**TASK PROMPT**
The data below holds the lines to copy: everything from the line containing "is (881, 1861)." to the line containing "The image size is (1206, 678).", both ends included, set down exactly.

**THE RECORDS**
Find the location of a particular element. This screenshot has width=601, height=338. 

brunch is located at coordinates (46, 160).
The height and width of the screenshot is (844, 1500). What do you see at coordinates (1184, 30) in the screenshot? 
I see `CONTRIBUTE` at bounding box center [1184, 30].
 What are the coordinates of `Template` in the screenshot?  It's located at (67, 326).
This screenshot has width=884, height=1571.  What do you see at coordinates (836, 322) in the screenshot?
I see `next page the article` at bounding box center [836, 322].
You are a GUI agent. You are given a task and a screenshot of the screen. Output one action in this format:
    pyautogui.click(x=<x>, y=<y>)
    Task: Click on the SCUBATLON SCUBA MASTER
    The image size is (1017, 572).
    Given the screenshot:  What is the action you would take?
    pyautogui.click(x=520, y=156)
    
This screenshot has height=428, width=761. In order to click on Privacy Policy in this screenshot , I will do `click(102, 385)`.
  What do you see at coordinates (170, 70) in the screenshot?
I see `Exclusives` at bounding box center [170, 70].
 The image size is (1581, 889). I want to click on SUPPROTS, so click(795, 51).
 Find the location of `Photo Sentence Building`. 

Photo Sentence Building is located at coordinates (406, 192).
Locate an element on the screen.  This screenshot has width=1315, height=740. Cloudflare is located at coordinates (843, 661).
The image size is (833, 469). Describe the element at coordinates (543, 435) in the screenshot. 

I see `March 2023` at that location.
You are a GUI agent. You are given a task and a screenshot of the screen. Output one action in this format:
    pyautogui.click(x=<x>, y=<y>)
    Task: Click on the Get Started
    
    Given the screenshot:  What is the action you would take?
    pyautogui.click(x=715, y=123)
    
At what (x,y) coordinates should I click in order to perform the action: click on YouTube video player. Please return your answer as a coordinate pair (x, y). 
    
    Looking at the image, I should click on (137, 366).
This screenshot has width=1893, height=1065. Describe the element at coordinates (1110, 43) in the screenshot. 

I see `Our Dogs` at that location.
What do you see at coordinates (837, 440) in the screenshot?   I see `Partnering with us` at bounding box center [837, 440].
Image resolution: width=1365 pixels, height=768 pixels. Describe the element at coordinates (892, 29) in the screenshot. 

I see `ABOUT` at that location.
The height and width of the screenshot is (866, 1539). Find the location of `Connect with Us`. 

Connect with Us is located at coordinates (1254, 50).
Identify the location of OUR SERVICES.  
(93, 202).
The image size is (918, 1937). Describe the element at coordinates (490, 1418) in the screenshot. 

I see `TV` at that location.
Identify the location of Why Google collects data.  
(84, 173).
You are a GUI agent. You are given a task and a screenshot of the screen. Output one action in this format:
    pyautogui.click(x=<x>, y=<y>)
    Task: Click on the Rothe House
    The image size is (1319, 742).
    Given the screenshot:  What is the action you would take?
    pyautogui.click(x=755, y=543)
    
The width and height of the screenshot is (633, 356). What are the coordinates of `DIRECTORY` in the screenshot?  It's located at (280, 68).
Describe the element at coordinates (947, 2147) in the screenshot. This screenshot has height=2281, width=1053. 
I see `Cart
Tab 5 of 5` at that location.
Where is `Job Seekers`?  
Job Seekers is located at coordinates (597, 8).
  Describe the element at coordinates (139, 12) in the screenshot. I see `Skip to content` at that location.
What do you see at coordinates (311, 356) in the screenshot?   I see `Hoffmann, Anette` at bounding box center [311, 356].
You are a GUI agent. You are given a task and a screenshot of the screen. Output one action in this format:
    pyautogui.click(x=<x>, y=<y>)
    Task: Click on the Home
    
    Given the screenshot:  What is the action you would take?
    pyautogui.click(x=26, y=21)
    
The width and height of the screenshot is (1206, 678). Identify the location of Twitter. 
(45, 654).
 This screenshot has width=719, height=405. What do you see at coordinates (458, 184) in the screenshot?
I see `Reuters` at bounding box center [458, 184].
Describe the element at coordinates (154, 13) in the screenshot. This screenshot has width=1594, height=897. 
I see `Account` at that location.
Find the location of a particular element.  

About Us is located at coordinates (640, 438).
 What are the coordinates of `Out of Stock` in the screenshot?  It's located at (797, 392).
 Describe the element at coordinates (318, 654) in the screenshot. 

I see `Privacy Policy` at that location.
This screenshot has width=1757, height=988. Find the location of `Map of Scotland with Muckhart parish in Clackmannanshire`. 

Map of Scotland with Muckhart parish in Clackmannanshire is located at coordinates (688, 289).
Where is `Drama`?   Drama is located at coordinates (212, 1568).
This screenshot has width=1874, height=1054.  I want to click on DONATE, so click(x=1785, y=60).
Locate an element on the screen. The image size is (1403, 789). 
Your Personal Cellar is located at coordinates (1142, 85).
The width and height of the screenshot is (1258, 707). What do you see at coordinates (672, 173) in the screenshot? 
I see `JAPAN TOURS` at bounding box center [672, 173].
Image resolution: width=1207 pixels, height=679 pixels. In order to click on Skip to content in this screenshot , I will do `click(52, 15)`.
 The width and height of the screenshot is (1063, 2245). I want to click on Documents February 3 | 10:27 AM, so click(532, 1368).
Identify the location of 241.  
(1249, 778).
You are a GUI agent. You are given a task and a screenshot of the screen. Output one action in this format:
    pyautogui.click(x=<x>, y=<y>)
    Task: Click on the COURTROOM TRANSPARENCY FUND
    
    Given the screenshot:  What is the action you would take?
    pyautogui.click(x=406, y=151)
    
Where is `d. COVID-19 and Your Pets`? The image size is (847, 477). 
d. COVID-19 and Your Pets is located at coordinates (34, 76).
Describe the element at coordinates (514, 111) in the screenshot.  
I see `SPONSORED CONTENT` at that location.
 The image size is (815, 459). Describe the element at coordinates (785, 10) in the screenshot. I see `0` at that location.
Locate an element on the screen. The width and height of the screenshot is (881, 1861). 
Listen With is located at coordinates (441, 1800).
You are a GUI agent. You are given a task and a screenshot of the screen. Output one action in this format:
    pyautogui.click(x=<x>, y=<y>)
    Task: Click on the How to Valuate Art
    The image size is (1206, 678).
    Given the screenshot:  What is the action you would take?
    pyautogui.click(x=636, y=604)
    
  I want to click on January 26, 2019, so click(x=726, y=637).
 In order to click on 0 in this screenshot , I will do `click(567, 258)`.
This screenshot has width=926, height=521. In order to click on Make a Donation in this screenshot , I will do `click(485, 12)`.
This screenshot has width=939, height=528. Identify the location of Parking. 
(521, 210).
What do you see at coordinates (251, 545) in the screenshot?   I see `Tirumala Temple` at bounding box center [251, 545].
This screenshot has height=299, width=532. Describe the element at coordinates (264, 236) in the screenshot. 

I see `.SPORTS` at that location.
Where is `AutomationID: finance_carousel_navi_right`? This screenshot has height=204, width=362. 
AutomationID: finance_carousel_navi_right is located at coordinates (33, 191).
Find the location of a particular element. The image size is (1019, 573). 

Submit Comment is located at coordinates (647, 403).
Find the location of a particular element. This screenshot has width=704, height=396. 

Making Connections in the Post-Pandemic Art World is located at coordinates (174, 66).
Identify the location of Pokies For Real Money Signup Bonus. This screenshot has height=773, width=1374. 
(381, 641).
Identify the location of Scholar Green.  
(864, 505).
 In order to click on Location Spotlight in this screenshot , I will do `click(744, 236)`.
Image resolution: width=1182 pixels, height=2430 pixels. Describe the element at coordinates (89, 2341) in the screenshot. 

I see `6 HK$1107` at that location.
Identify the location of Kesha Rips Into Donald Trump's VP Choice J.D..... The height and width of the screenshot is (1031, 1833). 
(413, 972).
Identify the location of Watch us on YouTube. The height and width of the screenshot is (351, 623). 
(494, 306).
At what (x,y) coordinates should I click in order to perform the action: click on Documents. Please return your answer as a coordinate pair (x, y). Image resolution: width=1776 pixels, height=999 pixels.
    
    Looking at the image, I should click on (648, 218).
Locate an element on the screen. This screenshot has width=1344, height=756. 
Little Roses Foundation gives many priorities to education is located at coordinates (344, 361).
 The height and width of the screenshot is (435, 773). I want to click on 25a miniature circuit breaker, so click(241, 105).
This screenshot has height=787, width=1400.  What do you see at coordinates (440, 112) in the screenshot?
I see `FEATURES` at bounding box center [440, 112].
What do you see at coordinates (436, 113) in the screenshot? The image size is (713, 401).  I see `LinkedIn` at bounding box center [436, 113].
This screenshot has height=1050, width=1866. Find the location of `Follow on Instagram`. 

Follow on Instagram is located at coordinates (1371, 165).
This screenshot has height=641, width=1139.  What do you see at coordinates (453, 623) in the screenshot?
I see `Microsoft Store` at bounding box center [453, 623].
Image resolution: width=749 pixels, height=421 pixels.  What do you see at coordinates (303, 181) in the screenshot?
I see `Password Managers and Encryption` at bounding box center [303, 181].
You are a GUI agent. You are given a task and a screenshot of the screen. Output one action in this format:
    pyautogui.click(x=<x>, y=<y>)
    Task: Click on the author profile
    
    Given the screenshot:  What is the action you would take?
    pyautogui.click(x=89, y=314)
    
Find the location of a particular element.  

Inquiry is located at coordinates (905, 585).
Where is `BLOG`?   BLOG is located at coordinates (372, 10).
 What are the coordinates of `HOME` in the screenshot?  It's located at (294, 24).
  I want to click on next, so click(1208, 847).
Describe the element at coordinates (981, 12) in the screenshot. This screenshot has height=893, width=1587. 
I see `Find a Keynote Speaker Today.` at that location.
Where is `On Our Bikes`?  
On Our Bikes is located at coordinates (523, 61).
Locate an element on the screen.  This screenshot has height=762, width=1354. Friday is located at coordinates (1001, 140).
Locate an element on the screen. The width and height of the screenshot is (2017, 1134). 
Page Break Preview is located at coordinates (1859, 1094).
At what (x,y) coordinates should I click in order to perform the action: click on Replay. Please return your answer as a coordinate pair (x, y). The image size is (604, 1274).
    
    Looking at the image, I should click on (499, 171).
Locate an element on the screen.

**RESPONSE**
Locate an element on the screen. The width and height of the screenshot is (881, 1861). 
Listen With is located at coordinates (441, 1800).
You are a GUI agent. You are given a task and a screenshot of the screen. Output one action in this format:
    pyautogui.click(x=<x>, y=<y>)
    Task: Click on the How to Valuate Art
    The image size is (1206, 678).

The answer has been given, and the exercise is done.